The font support added yesterday works with compact byte tables stored in flash ROM to store all the “glyphs”, i.e. pre-computed bitmaps.
Here’s the entire table of the clR6x8 font:
All the characters are stored side-by-side in a very wide horizontal bitmap image. In this case, the height is 8 pixels and the width = 72 x 8 = 572 pixels.
In detail:
- H: the height of the image, in pixels (1 byte)
- W: the width of the image, in bytes (1 byte)
- the image data, 8 horizontal bits per byte (H x W bytes)
- F: the code of the first character stored for this font (1 byte)
- N: the number of consecutive characters in this font (1 byte)
And then it depends on whether the font is monospaced or proportional. For a mono-spaced font, i.e. where all the glyphs have the same size:
- P: the number of horizontal pixels per glyph (1 byte)
- A: the “pre-gap” (value -4..11, encoded as 4 bits by adding 4 to it)
- B: the “post-gap” (value -4..11, encoded as 4 bits by adding 4 to it)
The pre-gap defines where to start copying the glyph, relative to the current horizontal position. A negative value causes kerning. Likewise, the post-gap indicates where to start writing the next character. IOW, after a character has been processed, the horizontal position is advanced by P + B pixels (A does not participate in this calculation).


*TASK TO CARRY OUT*
The response should consist of the data reproduced word for word.

*SUPPLIED MATERIAL*
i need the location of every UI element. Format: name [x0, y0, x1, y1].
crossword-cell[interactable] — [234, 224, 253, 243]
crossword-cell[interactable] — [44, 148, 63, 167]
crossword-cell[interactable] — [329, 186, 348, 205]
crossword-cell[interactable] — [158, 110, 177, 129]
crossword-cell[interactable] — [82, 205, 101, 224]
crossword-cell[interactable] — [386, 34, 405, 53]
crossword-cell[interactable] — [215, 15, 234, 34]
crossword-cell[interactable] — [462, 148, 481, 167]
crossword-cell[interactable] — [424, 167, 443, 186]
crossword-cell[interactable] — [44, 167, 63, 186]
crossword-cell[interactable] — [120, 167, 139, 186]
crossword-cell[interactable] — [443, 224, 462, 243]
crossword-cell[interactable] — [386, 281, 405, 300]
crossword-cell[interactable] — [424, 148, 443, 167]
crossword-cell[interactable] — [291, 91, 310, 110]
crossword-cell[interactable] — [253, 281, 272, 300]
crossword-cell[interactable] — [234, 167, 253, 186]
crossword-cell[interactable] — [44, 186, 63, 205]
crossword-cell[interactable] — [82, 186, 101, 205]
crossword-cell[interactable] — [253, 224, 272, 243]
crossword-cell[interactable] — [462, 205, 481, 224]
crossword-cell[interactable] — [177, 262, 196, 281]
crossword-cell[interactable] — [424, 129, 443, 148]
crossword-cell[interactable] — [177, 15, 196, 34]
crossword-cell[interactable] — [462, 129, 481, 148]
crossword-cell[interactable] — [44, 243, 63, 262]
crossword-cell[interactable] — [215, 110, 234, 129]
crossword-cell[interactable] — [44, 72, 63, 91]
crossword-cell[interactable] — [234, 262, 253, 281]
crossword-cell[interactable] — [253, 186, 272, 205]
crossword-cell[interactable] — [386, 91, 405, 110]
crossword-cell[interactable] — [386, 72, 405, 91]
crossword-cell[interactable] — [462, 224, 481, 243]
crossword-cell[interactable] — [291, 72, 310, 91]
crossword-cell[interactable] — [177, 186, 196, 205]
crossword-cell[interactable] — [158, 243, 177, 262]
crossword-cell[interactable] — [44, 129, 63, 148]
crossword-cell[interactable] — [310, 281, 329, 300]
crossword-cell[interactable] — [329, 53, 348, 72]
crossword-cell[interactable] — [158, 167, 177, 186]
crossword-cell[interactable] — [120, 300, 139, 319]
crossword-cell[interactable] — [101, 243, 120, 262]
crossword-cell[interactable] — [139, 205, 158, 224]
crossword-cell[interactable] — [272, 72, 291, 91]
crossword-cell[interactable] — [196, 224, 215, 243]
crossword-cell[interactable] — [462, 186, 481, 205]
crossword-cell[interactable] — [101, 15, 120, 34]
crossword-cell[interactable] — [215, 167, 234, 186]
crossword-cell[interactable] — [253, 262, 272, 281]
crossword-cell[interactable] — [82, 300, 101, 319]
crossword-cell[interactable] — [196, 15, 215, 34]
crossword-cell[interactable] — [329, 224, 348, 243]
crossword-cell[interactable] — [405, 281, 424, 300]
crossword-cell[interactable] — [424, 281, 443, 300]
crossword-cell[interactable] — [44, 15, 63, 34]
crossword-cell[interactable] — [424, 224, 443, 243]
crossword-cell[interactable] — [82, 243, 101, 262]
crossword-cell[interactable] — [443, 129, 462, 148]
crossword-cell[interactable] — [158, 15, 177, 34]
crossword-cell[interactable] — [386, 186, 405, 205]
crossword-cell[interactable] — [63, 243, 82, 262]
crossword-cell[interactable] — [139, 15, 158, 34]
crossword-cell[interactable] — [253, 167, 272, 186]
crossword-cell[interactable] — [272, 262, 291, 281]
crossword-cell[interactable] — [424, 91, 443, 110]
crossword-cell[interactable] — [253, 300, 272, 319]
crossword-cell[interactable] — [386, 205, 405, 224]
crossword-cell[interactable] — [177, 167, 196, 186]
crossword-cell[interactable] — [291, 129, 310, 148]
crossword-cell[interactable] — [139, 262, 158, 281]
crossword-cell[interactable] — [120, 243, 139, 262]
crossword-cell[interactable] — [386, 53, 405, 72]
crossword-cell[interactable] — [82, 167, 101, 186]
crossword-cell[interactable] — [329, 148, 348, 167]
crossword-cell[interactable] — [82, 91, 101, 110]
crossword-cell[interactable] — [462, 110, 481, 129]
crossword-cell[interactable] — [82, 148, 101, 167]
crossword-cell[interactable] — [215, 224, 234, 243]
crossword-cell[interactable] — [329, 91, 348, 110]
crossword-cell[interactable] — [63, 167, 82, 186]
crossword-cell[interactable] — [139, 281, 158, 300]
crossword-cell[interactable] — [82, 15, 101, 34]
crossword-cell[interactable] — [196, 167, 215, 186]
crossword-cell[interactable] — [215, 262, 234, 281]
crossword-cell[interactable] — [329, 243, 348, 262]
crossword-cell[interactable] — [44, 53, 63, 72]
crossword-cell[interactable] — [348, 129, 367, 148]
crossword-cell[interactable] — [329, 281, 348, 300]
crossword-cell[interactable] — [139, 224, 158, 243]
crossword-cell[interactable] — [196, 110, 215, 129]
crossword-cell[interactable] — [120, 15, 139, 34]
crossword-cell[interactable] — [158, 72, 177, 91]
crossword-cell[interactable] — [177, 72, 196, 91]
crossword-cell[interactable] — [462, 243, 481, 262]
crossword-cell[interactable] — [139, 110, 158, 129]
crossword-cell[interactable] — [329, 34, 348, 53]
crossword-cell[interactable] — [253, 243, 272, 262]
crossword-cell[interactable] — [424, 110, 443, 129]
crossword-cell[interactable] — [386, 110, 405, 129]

*WRITTEN SOLUTION*
i need the location of every UI element. Format: name [x0, y0, x1, y1].
crossword-cell[interactable] — [234, 224, 253, 243]
crossword-cell[interactable] — [44, 148, 63, 167]
crossword-cell[interactable] — [329, 186, 348, 205]
crossword-cell[interactable] — [158, 110, 177, 129]
crossword-cell[interactable] — [82, 205, 101, 224]
crossword-cell[interactable] — [386, 34, 405, 53]
crossword-cell[interactable] — [215, 15, 234, 34]
crossword-cell[interactable] — [462, 148, 481, 167]
crossword-cell[interactable] — [424, 167, 443, 186]
crossword-cell[interactable] — [44, 167, 63, 186]
crossword-cell[interactable] — [120, 167, 139, 186]
crossword-cell[interactable] — [443, 224, 462, 243]
crossword-cell[interactable] — [386, 281, 405, 300]
crossword-cell[interactable] — [424, 148, 443, 167]
crossword-cell[interactable] — [291, 91, 310, 110]
crossword-cell[interactable] — [253, 281, 272, 300]
crossword-cell[interactable] — [234, 167, 253, 186]
crossword-cell[interactable] — [44, 186, 63, 205]
crossword-cell[interactable] — [82, 186, 101, 205]
crossword-cell[interactable] — [253, 224, 272, 243]
crossword-cell[interactable] — [462, 205, 481, 224]
crossword-cell[interactable] — [177, 262, 196, 281]
crossword-cell[interactable] — [424, 129, 443, 148]
crossword-cell[interactable] — [177, 15, 196, 34]
crossword-cell[interactable] — [462, 129, 481, 148]
crossword-cell[interactable] — [44, 243, 63, 262]
crossword-cell[interactable] — [215, 110, 234, 129]
crossword-cell[interactable] — [44, 72, 63, 91]
crossword-cell[interactable] — [234, 262, 253, 281]
crossword-cell[interactable] — [253, 186, 272, 205]
crossword-cell[interactable] — [386, 91, 405, 110]
crossword-cell[interactable] — [386, 72, 405, 91]
crossword-cell[interactable] — [462, 224, 481, 243]
crossword-cell[interactable] — [291, 72, 310, 91]
crossword-cell[interactable] — [177, 186, 196, 205]
crossword-cell[interactable] — [158, 243, 177, 262]
crossword-cell[interactable] — [44, 129, 63, 148]
crossword-cell[interactable] — [310, 281, 329, 300]
crossword-cell[interactable] — [329, 53, 348, 72]
crossword-cell[interactable] — [158, 167, 177, 186]
crossword-cell[interactable] — [120, 300, 139, 319]
crossword-cell[interactable] — [101, 243, 120, 262]
crossword-cell[interactable] — [139, 205, 158, 224]
crossword-cell[interactable] — [272, 72, 291, 91]
crossword-cell[interactable] — [196, 224, 215, 243]
crossword-cell[interactable] — [462, 186, 481, 205]
crossword-cell[interactable] — [101, 15, 120, 34]
crossword-cell[interactable] — [215, 167, 234, 186]
crossword-cell[interactable] — [253, 262, 272, 281]
crossword-cell[interactable] — [82, 300, 101, 319]
crossword-cell[interactable] — [196, 15, 215, 34]
crossword-cell[interactable] — [329, 224, 348, 243]
crossword-cell[interactable] — [405, 281, 424, 300]
crossword-cell[interactable] — [424, 281, 443, 300]
crossword-cell[interactable] — [44, 15, 63, 34]
crossword-cell[interactable] — [424, 224, 443, 243]
crossword-cell[interactable] — [82, 243, 101, 262]
crossword-cell[interactable] — [443, 129, 462, 148]
crossword-cell[interactable] — [158, 15, 177, 34]
crossword-cell[interactable] — [386, 186, 405, 205]
crossword-cell[interactable] — [63, 243, 82, 262]
crossword-cell[interactable] — [139, 15, 158, 34]
crossword-cell[interactable] — [253, 167, 272, 186]
crossword-cell[interactable] — [272, 262, 291, 281]
crossword-cell[interactable] — [424, 91, 443, 110]
crossword-cell[interactable] — [253, 300, 272, 319]
crossword-cell[interactable] — [386, 205, 405, 224]
crossword-cell[interactable] — [177, 167, 196, 186]
crossword-cell[interactable] — [291, 129, 310, 148]
crossword-cell[interactable] — [139, 262, 158, 281]
crossword-cell[interactable] — [120, 243, 139, 262]
crossword-cell[interactable] — [386, 53, 405, 72]
crossword-cell[interactable] — [82, 167, 101, 186]
crossword-cell[interactable] — [329, 148, 348, 167]
crossword-cell[interactable] — [82, 91, 101, 110]
crossword-cell[interactable] — [462, 110, 481, 129]
crossword-cell[interactable] — [82, 148, 101, 167]
crossword-cell[interactable] — [215, 224, 234, 243]
crossword-cell[interactable] — [329, 91, 348, 110]
crossword-cell[interactable] — [63, 167, 82, 186]
crossword-cell[interactable] — [139, 281, 158, 300]
crossword-cell[interactable] — [82, 15, 101, 34]
crossword-cell[interactable] — [196, 167, 215, 186]
crossword-cell[interactable] — [215, 262, 234, 281]
crossword-cell[interactable] — [329, 243, 348, 262]
crossword-cell[interactable] — [44, 53, 63, 72]
crossword-cell[interactable] — [348, 129, 367, 148]
crossword-cell[interactable] — [329, 281, 348, 300]
crossword-cell[interactable] — [139, 224, 158, 243]
crossword-cell[interactable] — [196, 110, 215, 129]
crossword-cell[interactable] — [120, 15, 139, 34]
crossword-cell[interactable] — [158, 72, 177, 91]
crossword-cell[interactable] — [177, 72, 196, 91]
crossword-cell[interactable] — [462, 243, 481, 262]
crossword-cell[interactable] — [139, 110, 158, 129]
crossword-cell[interactable] — [329, 34, 348, 53]
crossword-cell[interactable] — [253, 243, 272, 262]
crossword-cell[interactable] — [424, 110, 443, 129]
crossword-cell[interactable] — [386, 110, 405, 129]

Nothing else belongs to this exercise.